On 12 December 1816 Archer married Susannah (1801-1875), called Susan, fourth daughter of James Hortle (1754?-1808), a private in the New South Wales Corps, and a sister of Ann, wife of William Thomas Lyttleton. Six of their fourteen children survived infancy. The three sons were educated in England. The descendants of Thomas William (1817-1844) still live at Woolmers. Joseph (1823-1914) succeeded his uncle and namesake at Panshanger; Martha Elizabeth Henrietta married Robert Kermode; Ellen married Rev.
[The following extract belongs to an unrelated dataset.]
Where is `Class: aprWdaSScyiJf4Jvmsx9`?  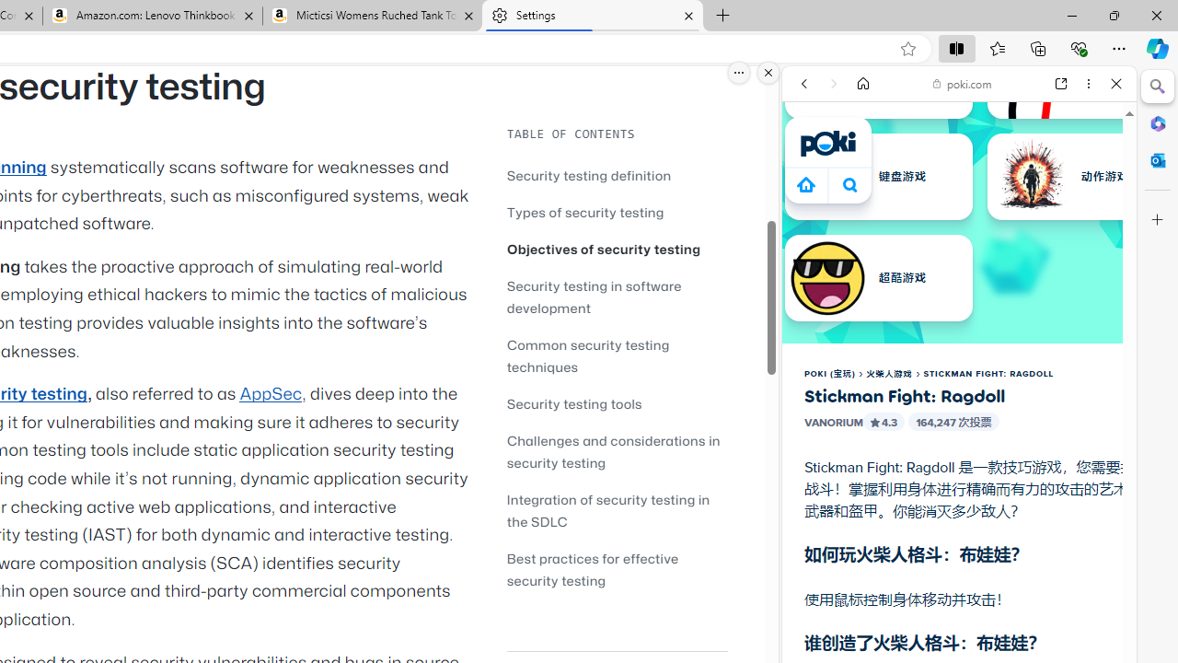 Class: aprWdaSScyiJf4Jvmsx9 is located at coordinates (806, 184).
Alfred Stackhouse; Susan Ann (1825-1904) married John Stewart Kilgour (1815-1902) M.D., F.R.C.S. (Edin).

Select Bibliography

  • Historical Records of Australia, series 1, vols 7-9, series 3, vols 2-6
  • Examiner (Launceston), 19 Oct 1850
  • Franklin papers (Scott Polar Research Institute, Cambridge)
  • Archer papers (University of Tasmania)
  • correspondence file under T. Archer (Archives Office of Tasmania).

Additional Resources

Citation details

G. T. Stilwell, 'Archer, Thomas (1790–1850)', Australian Dictionary of Biography, National Centre of Biography, Australian National University, https://adb.anu.edu.au/biography/archer-thomas-1475/text1867, published first in hardcopy 1966, accessed online 19 March 2024.

This article was published in hardcopy in Australian Dictionary of Biography, Volume 1, (Melbourne University Press), 1966

View the front pages for Volume 1

© Copyright Australian Dictionary of Biography, 2006-2024

Thomas Archer, n.d

Thomas Archer, n.d

State Library of Queensland, 8998

Life Summary [details]

Birth

3 April, 1790
Hertford, Hertfordshire, England

Death

16 October, 1850 (aged 60)
Tasmania, Australia

Cause of Death

oedema

Cultural Heritage

Includes subject's nationality; their parents' nationality; the countries in which they spent a significant part of their childhood, and their self-identity.

Religious Influence

Includes the religion in which subjects were raised, have chosen themselves, attendance at religious schools and/or religious funeral rites; Atheism and Agnosticism have been included.